Calumet Progressing on Great Falls, Montana Renewable Diesel Project

Oleochem Analytics — Calumet Specialty Products Partners, an independent producer of hydrocarbon products headquartered in Indiana, is seeing “excellent progress” at its hydrocracker conversion project to produce renewable diesel in Great Falls, Montana, the company said in its second-quarter earnings call.

Since their last update in June, the company reported that their estimates of the project cost and timing are unchanged.

First renewable production is expected after the plant-wide turnaround in April 2022, said Steve Mawer, Calumet CEO, during the earnings call.

The company has started signing the initial supply agreements for start-up focusing on soybean oil (SBO) and tallow. However, Calumet said they plan to utilize varied feedstocks from the region.

“Millions of acres in Montana, Alberta, and Saskatchewan either are or can produce oilseed crops,” said Mawer. “And our location within this temperate oil seat belt will make us one of the most feedstock advantaged renewable producers in North America.”

Mawer said the company’s goal is to be able to run any feedstock by the end of 2022 because of the pre-treater and their hydrocracker metallurgy.

The company supports the comprehensive, bipartisan U.S. Senate effort to have EPA approve the pending canola pathway for renewable diesel. “We see its inclusion as inevitable,” Mawer said.

Great Falls’ proximity to vast amounts of canola in the Northern Plains give it an advantage over its competitors, he said, which are farther away from the growth centers of this specific, high-volume, high-oil feedstock.

Additionally, the company said it has an opportunity to de-bottleneck their oversized hydrocracker, and further expand the renewable diesel facility to over 18,000 barrels a day (bbls/day) of throughput capacity for little capital cost.

“Many of you will recall that the hydrocracker was an off-the-shelf purchase and was oversized from day one, and we plan to take advantage of that,” Mawer said. “You can think about this is another exciting growth phase and opportunity for our renewable diesel business.”

The original idea for the pretreatment plant was to increase the feed rate to 14,000 bbls/day up from the original 10,000-12,000 bbls/day, as the company said last June.

In May, during their first-quarter earnings call, the company laid out its three-phase strategy for renewable diesel production, starting with the hydrocracker catalyst change in April of 2022 during a planned refinery-wide turnaround, converting tankage and expanding dewatering capabilities in order to be capable of processing nearly 77 million gal/year of renewable diesel by the end of 1H 2022.

The second phase in the strategy is constructing a renewable hydrogen plant to unleash more capacity, while phase three involves adding a feedstock pretreatment unit.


Exercise objective: The whole of the data is to be reproduced exactly.

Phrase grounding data
---
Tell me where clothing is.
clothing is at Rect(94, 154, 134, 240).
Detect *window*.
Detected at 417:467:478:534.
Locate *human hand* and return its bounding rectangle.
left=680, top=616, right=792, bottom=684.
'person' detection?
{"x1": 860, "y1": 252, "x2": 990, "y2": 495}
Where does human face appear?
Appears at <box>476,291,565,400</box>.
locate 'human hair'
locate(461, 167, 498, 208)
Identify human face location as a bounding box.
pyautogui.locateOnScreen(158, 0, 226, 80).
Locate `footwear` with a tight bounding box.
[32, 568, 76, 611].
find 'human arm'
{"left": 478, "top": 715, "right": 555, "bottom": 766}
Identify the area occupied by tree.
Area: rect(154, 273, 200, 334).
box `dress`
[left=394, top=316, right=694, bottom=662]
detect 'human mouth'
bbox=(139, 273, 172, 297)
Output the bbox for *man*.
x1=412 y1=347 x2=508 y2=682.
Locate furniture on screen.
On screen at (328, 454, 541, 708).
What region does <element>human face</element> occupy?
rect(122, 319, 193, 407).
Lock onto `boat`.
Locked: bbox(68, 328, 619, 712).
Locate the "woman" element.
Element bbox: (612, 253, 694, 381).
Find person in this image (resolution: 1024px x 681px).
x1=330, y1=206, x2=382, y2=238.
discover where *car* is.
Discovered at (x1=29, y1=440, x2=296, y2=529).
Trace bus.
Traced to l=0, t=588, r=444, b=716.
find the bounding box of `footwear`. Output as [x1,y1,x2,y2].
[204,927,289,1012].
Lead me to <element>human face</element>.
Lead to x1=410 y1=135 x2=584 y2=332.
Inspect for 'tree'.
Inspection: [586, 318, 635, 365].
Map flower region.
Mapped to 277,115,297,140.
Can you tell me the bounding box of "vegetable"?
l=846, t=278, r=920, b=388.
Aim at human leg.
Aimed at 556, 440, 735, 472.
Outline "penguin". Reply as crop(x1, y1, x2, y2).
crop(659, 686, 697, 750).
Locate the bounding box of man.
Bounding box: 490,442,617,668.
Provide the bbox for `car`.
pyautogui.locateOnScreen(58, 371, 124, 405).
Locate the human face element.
---
Completed task:
Tell me where clothing is.
clothing is at Rect(94, 154, 134, 240).
Detect *window*.
Detected at 417:467:478:534.
Locate *human hand* and return its bounding rectangle.
left=680, top=616, right=792, bottom=684.
'person' detection?
{"x1": 860, "y1": 252, "x2": 990, "y2": 495}
Where does human face appear?
Appears at <box>476,291,565,400</box>.
locate 'human hair'
locate(461, 167, 498, 208)
Identify human face location as a bounding box.
pyautogui.locateOnScreen(158, 0, 226, 80).
Locate `footwear` with a tight bounding box.
[32, 568, 76, 611].
find 'human arm'
{"left": 478, "top": 715, "right": 555, "bottom": 766}
Identify the area occupied by tree.
Area: rect(154, 273, 200, 334).
box `dress`
[left=394, top=316, right=694, bottom=662]
detect 'human mouth'
bbox=(139, 273, 172, 297)
Output the bbox for *man*.
x1=412 y1=347 x2=508 y2=682.
Locate furniture on screen.
On screen at (328, 454, 541, 708).
What region does <element>human face</element> occupy?
rect(122, 319, 193, 407).
Lock onto `boat`.
Locked: bbox(68, 328, 619, 712).
Locate the "woman" element.
Element bbox: (612, 253, 694, 381).
Find person in this image (resolution: 1024px x 681px).
x1=330, y1=206, x2=382, y2=238.
discover where *car* is.
Discovered at (x1=29, y1=440, x2=296, y2=529).
Trace bus.
Traced to l=0, t=588, r=444, b=716.
find the bounding box of `footwear`. Output as [x1,y1,x2,y2].
[204,927,289,1012].
Lead me to <element>human face</element>.
Lead to x1=410 y1=135 x2=584 y2=332.
Inspect for 'tree'.
Inspection: [586, 318, 635, 365].
Map flower region.
Mapped to 277,115,297,140.
Can you tell me the bounding box of "vegetable"?
l=846, t=278, r=920, b=388.
Aim at human leg.
Aimed at 556, 440, 735, 472.
Outline "penguin". Reply as crop(x1, y1, x2, y2).
crop(659, 686, 697, 750).
Locate the bounding box of man.
Bounding box: 490,442,617,668.
Provide the bbox for `car`.
pyautogui.locateOnScreen(58, 371, 124, 405).
Locate the human face element.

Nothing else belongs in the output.